Build Quality
The TRALT sits on a 5-point metal base with silent rolling casters - a meaningful upgrade over the nylon bases that crack under 250-lb loads in chairs at the $100 price point. The mesh back and seat are stretched over a hard plastic frame, which is standard construction for this tier. There are no reports of frame failures as of early 2026, and the 2026 production date on the manufacturer site confirms active QC oversight. That said, the Newegg seller rating of 3.7 out of 5 is not a number you ignore. It does not necessarily mean the chair breaks, but it does suggest that at least some buyers had friction with the purchase or delivery experience. Buy directly from tralt-us.com rather than through Newegg's third-party NexusPoint listing to reduce that variable.
The 3.5-inch high-density foam cushion sits underneath the mesh seat surface, which is an unusual construction choice - most chairs in this range use mesh alone or foam alone. The result is a seat that absorbs impact without bottoming out, which is a real advantage for users over 200 lbs who have watched cheaper chairs go flat in 8 months.
Comfort & Ergonomics
The seat measures 20 inches wide by 17.3 inches deep, which fits users between 5'5" and 6'2" without leaving excess space that causes lateral sliding. Seat height adjusts from 18.5 to 21.3 inches, covering a standard range for that height band when paired with a desk at the 28-to-30-inch standard height.
The headrest is padded and described as spongy in YouTube walkthroughs, which matters because hard plastic headrests at this price are common and cause neck fatigue within 2 hours. The lumbar support knob on the chair back allows pressure adjustment without requiring the user to stand or reach awkwardly - a small feature that makes a measurable difference over an 8-hour session. The 90-to-120-degree recline gives you an upright working posture and a mild lean-back for reading or video calls, though it stops well short of the flat-recline positions some competitors allow.
Adjustability
The TRALT gives you five adjustment points: seat height, lumbar pressure, headrest position, recline angle (90-120 degrees), and armrest position (flip-up or down). The 360-degree swivel is continuous, not notched, so positioning is fluid. What you do not get is seat-depth adjustment, 4D armrests, or a tilt tension knob - all present on chairs like the Flexispot BS14 at $249. For $170, the five adjustment points cover the 80 percent of users who just need height, lumbar, and arm position sorted. If you customize obsessively, budget up.
Assembly
No detailed assembly time data exists in current documentation, but the 5-point base-plus-cylinder construction is industry-standard for this chair category and typically takes 20 to 30 minutes with the included hardware. The flip-up armrests are pre-attached to the seat shell in most comparable builds, meaning arm installation is usually the step most buyers skip past. No reports of missing hardware or misaligned components have surfaced in early 2026 coverage.
Value for Money
The $169.99 sale price positions TRALT in a bracket where you are making real trade-offs. You get a 330-lb capacity, a physical lumbar knob, flip-up arms, and a metal base - all real ergonomic hardware, not marketing language. You give up long-term durability confidence, a wide seller ecosystem, and peer-reviewed user data. The Sihoo M18 at approximately $180 adds a 135-degree recline and a more established review base. The Hbada E3 at $159 is $10 cheaper but caps at 250 lbs and lacks a lumbar adjustment knob. If your budget is fixed at $170 and you are within the target height and weight range, TRALT is a defensible purchase. If you can stretch $80 more, the Flexispot BS14 at $249 closes most of the durability gap.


**Work instruction:** Copy out exactly the lines spanning the line with "Locate an element on the screen." to the line with "Task: Click on the a: BLOG", inclusive, from the data underneath, with no pictures.

**Data to examine:**

---

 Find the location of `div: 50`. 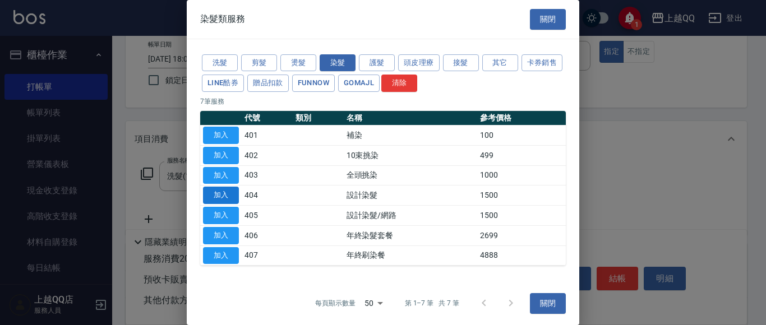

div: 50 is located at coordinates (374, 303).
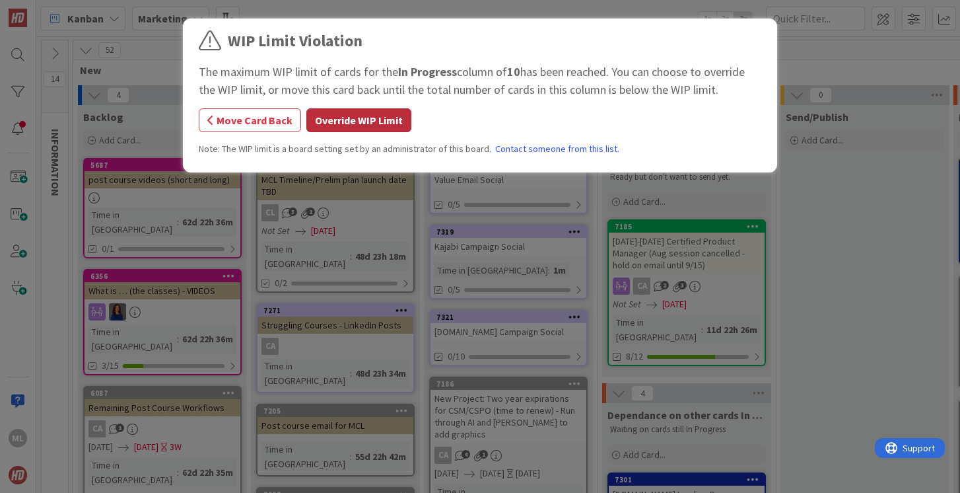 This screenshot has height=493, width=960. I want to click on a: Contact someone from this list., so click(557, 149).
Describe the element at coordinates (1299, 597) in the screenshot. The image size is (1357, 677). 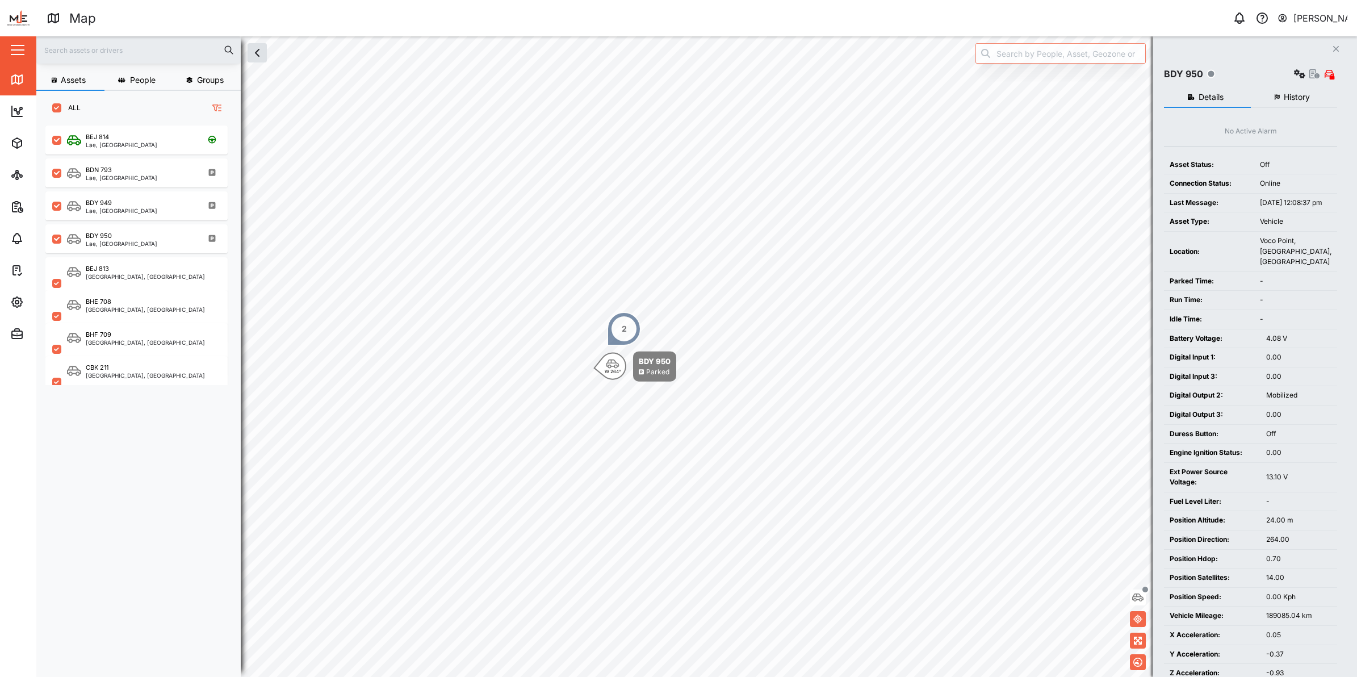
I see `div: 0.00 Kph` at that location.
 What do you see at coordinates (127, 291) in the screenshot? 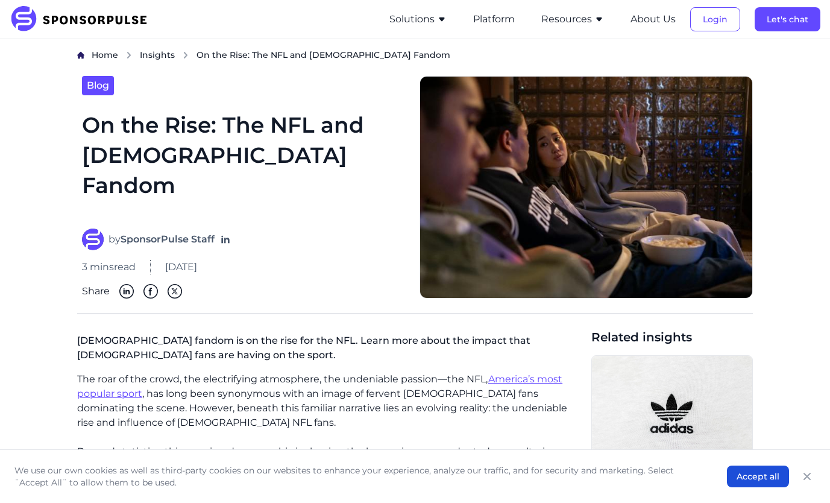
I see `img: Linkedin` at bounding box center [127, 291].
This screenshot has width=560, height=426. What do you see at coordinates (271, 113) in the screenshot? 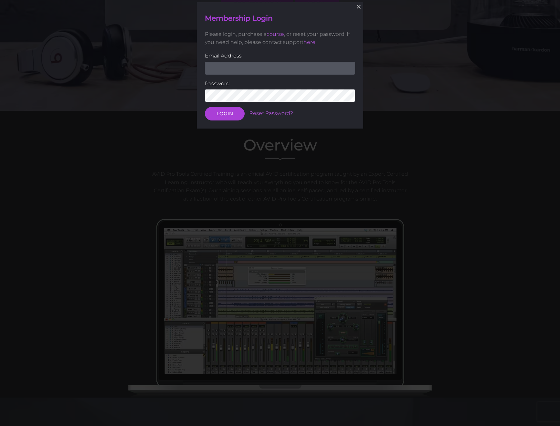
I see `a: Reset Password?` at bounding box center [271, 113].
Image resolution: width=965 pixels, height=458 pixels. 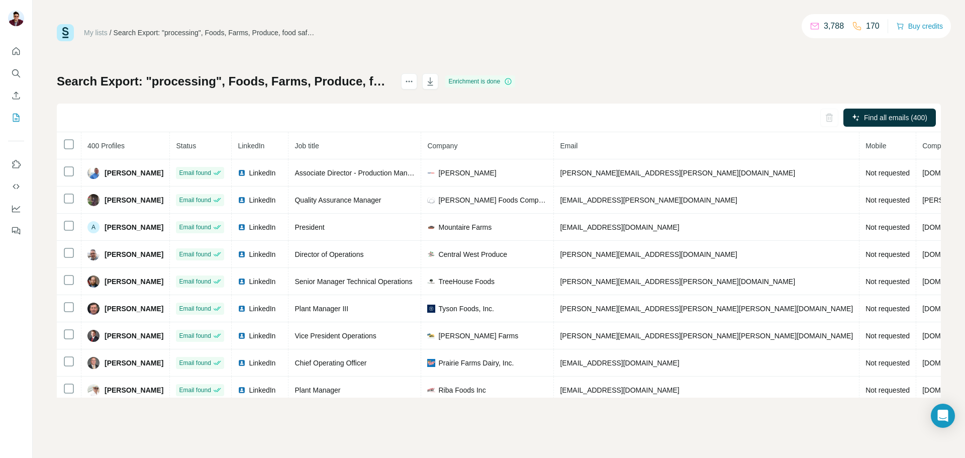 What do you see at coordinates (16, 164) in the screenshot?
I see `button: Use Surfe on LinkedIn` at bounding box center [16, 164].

---

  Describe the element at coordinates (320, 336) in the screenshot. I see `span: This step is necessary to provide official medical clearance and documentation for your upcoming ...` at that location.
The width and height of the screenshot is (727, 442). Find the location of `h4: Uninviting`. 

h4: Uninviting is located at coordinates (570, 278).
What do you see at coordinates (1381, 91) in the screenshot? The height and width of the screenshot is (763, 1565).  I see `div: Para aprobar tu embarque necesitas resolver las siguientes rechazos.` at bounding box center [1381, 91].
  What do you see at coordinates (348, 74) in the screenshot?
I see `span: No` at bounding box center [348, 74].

---

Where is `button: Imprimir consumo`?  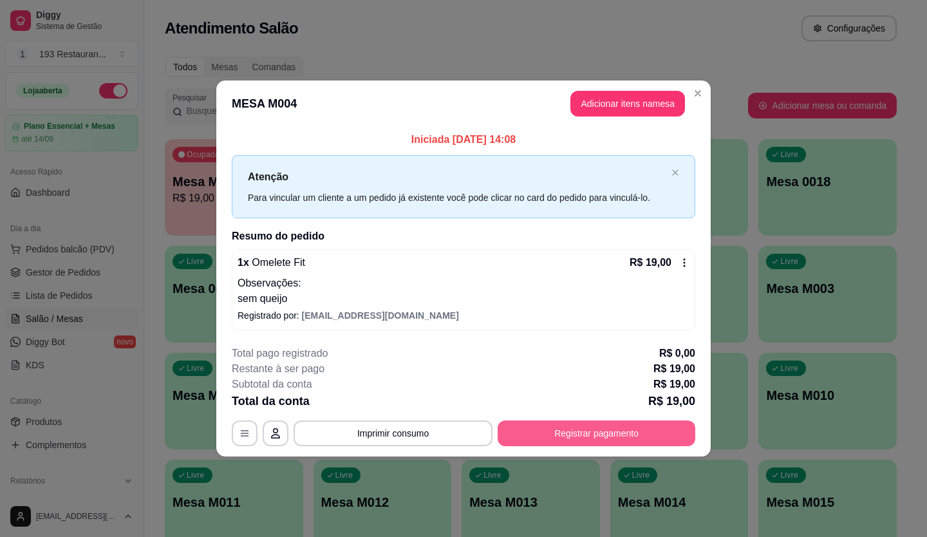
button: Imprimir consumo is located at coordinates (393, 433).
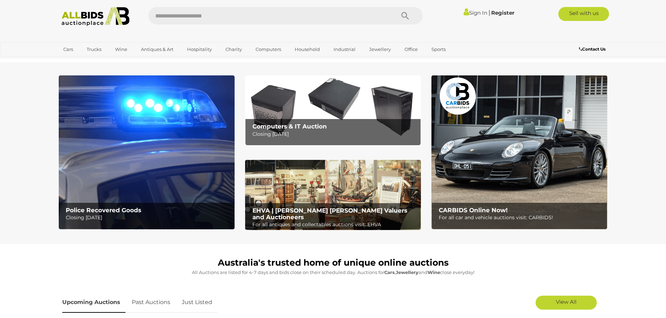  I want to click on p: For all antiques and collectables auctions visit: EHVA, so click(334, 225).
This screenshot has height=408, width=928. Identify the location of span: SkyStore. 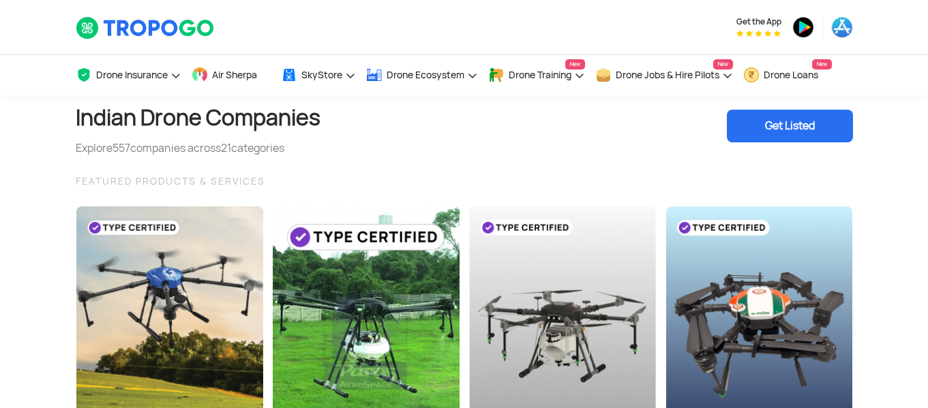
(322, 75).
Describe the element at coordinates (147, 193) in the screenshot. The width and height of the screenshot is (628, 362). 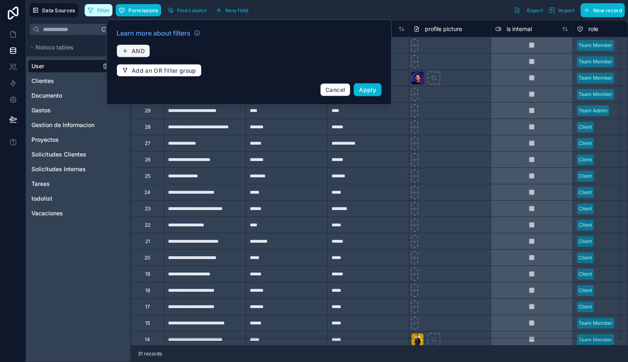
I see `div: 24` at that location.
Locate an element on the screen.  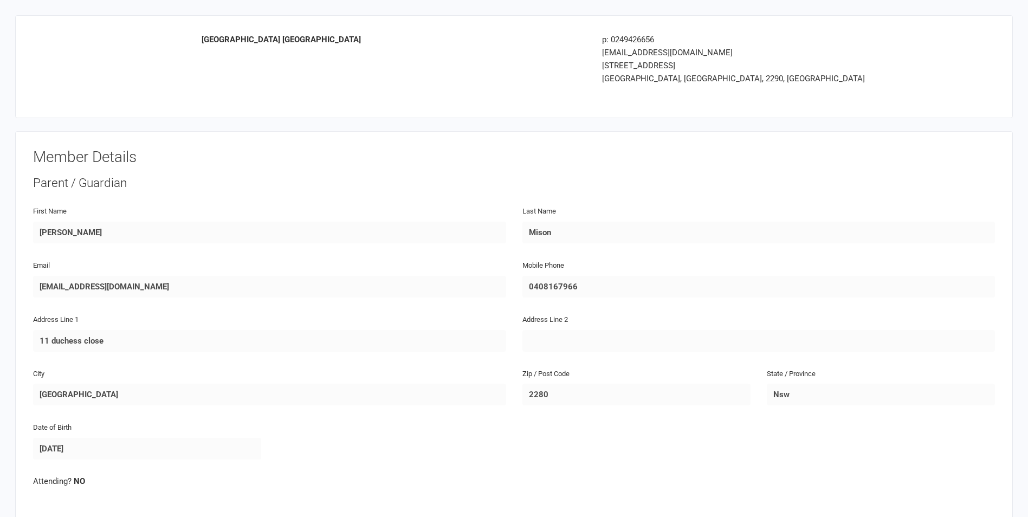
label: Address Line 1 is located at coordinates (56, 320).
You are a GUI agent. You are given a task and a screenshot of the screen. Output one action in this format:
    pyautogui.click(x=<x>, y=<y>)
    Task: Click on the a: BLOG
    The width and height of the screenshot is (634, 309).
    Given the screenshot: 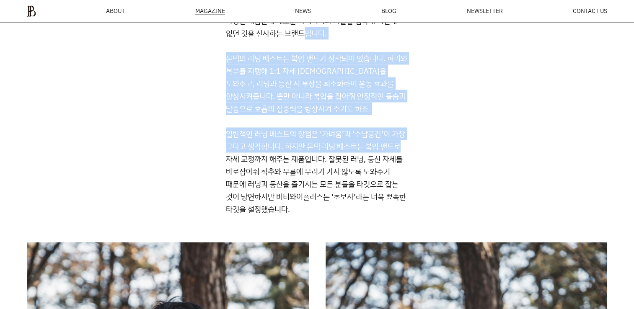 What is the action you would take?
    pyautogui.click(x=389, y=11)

---

**Task response:**
Locate an element on the screen.  
label: Address Line 1 is located at coordinates (56, 320).
You are a GUI agent. You are given a task and a screenshot of the screen. Output one action in this format:
    pyautogui.click(x=<x>, y=<y>)
    Task: Click on the a: BLOG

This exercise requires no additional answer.